McArdle, a popular business blogger who landed her dream job (and her husband!) through a series of missteps and adaptation to the unexpected, talks to experts in multiple fields about failure in theory, then illustrates with examples from current events and her own life. When solar manufacturer Solyndra was tanking, no one was able to admit defeat and pull the plug on federal spending. Failure to heed the warning signs led to far worse consequences for everyone involved.

An innovative probation reform program in Honolulu shows how a failed system’s mistakes can point toward a solution. People in the program are drug tested and given the instruction to come forward if they violate their probation. Speaking up leads to a shorter sentence—and saves taxpayers a fortune by eliminating mountains of paperwork. 

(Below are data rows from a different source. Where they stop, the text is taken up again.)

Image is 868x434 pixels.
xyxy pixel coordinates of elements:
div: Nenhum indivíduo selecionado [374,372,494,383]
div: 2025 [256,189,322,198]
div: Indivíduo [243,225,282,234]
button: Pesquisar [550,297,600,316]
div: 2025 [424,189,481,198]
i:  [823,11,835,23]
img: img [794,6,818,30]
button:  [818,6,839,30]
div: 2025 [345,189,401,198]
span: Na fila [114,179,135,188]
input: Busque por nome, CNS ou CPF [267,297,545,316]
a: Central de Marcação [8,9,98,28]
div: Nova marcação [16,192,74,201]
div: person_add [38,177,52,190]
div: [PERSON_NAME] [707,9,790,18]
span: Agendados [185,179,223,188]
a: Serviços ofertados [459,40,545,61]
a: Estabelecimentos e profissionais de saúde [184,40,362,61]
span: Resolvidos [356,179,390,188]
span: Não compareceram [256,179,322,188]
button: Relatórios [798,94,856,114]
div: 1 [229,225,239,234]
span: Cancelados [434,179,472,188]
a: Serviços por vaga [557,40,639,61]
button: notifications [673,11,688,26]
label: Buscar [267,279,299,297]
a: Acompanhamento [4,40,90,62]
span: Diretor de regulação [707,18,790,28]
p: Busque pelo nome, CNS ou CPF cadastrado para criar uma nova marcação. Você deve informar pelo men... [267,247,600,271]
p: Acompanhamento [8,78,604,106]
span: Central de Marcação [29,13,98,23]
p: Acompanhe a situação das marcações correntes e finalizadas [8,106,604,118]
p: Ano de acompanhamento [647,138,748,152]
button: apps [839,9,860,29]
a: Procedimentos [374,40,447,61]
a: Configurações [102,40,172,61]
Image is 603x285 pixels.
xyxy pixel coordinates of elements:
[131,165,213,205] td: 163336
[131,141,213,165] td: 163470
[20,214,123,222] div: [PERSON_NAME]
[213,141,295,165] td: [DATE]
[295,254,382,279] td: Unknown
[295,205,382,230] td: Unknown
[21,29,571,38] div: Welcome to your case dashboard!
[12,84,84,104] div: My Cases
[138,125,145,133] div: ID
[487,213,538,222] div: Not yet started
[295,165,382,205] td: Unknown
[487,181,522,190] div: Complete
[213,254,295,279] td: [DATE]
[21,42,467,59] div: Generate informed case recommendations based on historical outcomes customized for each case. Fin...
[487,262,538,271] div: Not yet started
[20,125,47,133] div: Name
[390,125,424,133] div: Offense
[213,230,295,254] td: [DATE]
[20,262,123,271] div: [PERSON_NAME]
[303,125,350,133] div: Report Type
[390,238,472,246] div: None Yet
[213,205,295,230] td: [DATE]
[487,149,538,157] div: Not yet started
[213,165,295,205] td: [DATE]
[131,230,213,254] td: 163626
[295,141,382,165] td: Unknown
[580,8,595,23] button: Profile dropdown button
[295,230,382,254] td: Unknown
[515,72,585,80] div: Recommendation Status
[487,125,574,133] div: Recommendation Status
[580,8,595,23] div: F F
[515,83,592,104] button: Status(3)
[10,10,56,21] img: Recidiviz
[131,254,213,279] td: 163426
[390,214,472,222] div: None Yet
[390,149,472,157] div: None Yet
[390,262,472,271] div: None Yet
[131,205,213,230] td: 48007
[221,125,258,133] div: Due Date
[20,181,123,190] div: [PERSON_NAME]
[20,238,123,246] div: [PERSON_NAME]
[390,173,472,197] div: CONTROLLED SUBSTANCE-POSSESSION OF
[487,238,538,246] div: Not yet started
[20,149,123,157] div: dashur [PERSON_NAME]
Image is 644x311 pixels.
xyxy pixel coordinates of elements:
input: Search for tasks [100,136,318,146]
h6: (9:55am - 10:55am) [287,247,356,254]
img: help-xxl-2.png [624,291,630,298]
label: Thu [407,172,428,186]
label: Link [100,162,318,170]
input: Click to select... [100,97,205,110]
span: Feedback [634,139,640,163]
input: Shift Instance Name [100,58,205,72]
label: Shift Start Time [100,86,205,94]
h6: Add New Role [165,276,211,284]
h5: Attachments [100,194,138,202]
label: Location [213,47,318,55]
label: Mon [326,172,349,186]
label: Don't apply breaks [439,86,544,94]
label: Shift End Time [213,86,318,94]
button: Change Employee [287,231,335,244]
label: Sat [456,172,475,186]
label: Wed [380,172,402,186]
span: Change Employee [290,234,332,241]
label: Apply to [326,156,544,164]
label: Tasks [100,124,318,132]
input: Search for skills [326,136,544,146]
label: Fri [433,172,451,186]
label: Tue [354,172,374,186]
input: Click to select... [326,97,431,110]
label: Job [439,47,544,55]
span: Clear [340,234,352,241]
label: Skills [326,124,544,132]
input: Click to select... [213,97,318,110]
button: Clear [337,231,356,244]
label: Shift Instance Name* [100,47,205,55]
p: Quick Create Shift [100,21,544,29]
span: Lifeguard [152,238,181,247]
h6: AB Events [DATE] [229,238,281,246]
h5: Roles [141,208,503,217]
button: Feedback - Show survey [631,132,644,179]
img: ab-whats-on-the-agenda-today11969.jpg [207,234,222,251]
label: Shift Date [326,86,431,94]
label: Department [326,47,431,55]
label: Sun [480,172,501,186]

McArdle, an outspoken libertarian, may rankle some readers with her contrarian opinions, but she makes her points with clear prose and dry humor. Entrepreneurs, the unemployed and even the lovelorn will find sound advice here.

The Up Side of Down: Why Failing Well Is the Key to Success is true to its title, flipping an entrenched view of success on its ear. Author Megan McArdle argues for the value of failure, not just in business but law enforcement, job hunting, even love. Writers like to toss around the Samuel Beckett advice to “fail better,” but what does that mean in practice?